Hello, I’d like to request classic confinement for the balena-etcher-electron snap.
Etcher
balenaEtcher is a free and open-source utility used for writing image files such as .iso and .img files, as well as zipped folders onto storage media to create live SD cards and USB flash drives. Etcher was developed using the Electron framework.
The program needs access to pkexec or kdesudo to write to disk (image below with confinement: strict). Unlike rpi-mager, which uses the udisks2 plug, Etcher does not support a privileged helper running outside the sandbox, e.g. UDisks2. Etcher doesn’t use dd or any other well-known utility to write images. The developers do not intend to upstream the usage of UDisks2 for the time being, which leaves Etcher in a very delicate spot regarding confinement, hence the request.
Another would be to run a daemon within the snap, which runs as root, to listen on a socket and have a client talk to it and perform actions on behalf of the client, but this has a few problems:
your snap’s helper daemon would ideally drop privileges to the ‘snap_daemon’ user, retaining only the caps it needs to perform the operations or writing to block devices
your snap would need to provide some authorization checks on the socket (eg, group membership in the ‘sudo’ group, etc) so as to not provide a direct escalation path to root for non-admin uids/gids
your snap should provide some sort of authentication mechanism for proving that the connected user can become root (eg, sudo balena-etcher.login, your ‘login’ command checks the SUDO_UID, issues a macaroon somewhere safe that other commands in your snap verify the macaroon, etc) for admin uids/gids
your snap would need access to the block-devices interface which is superprivileged since it grants device ownship to the snap. Depending on how the above is implemented this may not be granted (though, it might be allowed manual connection with provisos that your snap implements then doesn’t change the security aspects of the above and gives the user a meaningful contextual dialog for connecting the interface. Publisher vetting would also need to be performed)
All combined, it is a fair amount of delicate security checks to end up with a security position that is less than udisks2 or your current sudo/pkexec (since the macaroon might be used thereafter). In all, I recommend working towards supporting udisks2.
You could probably come up with a scheme where the macaroon is short-lived and placed in XDG_RUNTIME_DIR of the snap which would be periodically cleaned out. You’d have to come up with an acceptable user experience for that since the user necessarily has to invoke sudo balena-etcher.login rather than your snap doing it. (Again, using udisks2 will provide a better and more secure experience).
I am not an Etcher developer, I just saw that there are a lot of requests on their github from users who would like to download Etcher from the Snap Store and tried to pack it since the developers said they were not interested in that. It sounds like using udisks2 provides the shortcut here. They have a similar problem with flatpaks. Unfortunately, I am sure if this is going to happen as the developers said that this was out of their scope for now. Etcher is available as an AppImage and a Debian package at the moment and considering that the second option also involves a serious review process it looks like the program will not be part of the store for the foreseeable future.
No, this is the paper-trail explaining why etcher can not be released as a classic snap, not a requests for packaging, like the snap-requests category provides. Feel free to open a topic over there if you feel this is valuable.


Task statement: Whenever a line contains the string "ffffff", copy it out of the entries.

The data:
——

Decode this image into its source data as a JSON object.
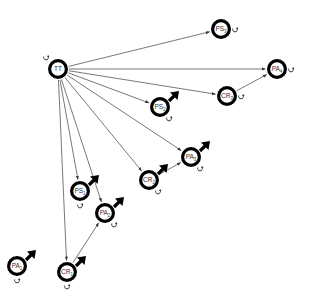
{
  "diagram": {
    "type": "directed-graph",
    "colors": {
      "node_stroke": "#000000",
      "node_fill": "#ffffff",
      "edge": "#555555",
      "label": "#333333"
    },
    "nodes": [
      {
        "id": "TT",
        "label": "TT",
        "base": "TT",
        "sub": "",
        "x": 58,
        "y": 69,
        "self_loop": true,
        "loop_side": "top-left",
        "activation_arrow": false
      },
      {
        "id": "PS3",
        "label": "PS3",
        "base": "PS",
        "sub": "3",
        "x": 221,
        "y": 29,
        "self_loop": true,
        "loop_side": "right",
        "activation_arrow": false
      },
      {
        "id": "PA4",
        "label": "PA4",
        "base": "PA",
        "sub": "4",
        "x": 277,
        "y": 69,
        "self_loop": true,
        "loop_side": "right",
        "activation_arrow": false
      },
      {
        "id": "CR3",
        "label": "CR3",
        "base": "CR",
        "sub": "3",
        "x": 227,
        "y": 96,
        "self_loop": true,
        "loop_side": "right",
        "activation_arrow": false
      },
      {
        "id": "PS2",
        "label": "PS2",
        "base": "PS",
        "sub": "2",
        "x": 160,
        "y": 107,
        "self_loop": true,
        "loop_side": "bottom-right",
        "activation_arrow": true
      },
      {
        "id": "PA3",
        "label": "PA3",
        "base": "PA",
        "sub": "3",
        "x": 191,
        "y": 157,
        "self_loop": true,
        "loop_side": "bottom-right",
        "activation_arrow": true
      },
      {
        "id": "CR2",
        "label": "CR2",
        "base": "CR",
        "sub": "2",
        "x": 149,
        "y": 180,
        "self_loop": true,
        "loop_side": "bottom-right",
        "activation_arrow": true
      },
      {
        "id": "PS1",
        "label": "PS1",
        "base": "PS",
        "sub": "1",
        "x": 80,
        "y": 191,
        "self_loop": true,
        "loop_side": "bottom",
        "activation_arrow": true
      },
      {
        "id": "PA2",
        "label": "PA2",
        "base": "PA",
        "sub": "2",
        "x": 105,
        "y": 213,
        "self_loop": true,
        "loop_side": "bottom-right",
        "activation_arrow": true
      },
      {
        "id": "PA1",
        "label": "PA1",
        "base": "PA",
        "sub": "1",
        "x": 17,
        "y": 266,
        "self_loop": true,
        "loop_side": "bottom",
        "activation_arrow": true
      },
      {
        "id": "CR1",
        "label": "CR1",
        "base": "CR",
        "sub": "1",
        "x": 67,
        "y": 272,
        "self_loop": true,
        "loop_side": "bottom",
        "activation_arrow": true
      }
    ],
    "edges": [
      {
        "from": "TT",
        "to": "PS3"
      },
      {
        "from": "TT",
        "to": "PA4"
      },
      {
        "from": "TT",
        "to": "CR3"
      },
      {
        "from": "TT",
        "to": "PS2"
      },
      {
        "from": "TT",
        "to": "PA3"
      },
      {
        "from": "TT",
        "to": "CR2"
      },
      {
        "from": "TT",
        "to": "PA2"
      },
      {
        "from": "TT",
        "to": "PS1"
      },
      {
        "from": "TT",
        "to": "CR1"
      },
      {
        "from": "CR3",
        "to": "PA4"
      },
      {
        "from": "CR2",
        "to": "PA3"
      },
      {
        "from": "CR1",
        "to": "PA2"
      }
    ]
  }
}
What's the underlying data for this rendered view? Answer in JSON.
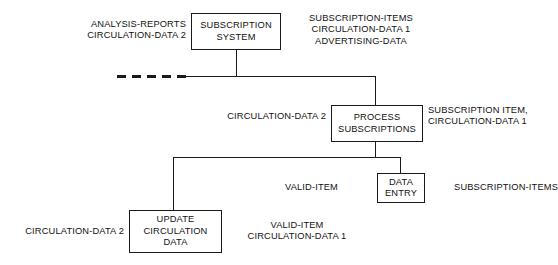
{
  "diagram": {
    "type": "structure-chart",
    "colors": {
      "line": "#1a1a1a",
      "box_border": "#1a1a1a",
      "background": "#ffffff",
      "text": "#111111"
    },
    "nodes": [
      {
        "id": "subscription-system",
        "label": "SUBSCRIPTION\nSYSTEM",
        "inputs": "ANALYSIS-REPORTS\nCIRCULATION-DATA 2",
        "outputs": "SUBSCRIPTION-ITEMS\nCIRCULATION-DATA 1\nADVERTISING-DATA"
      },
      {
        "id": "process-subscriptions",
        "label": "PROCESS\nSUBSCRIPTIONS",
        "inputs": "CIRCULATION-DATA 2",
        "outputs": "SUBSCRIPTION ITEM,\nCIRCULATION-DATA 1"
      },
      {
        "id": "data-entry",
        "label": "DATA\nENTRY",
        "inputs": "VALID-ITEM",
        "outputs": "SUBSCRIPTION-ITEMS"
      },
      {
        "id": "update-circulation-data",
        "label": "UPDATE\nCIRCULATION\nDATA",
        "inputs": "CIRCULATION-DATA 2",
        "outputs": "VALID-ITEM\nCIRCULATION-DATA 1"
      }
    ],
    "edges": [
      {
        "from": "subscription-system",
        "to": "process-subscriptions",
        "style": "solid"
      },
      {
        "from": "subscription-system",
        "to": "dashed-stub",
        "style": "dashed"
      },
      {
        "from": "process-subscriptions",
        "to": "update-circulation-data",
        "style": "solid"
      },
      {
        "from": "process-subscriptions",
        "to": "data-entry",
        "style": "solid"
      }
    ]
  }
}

——

Response to the task:
      "node_fill": "#ffffff",
      "background": "#ffffff",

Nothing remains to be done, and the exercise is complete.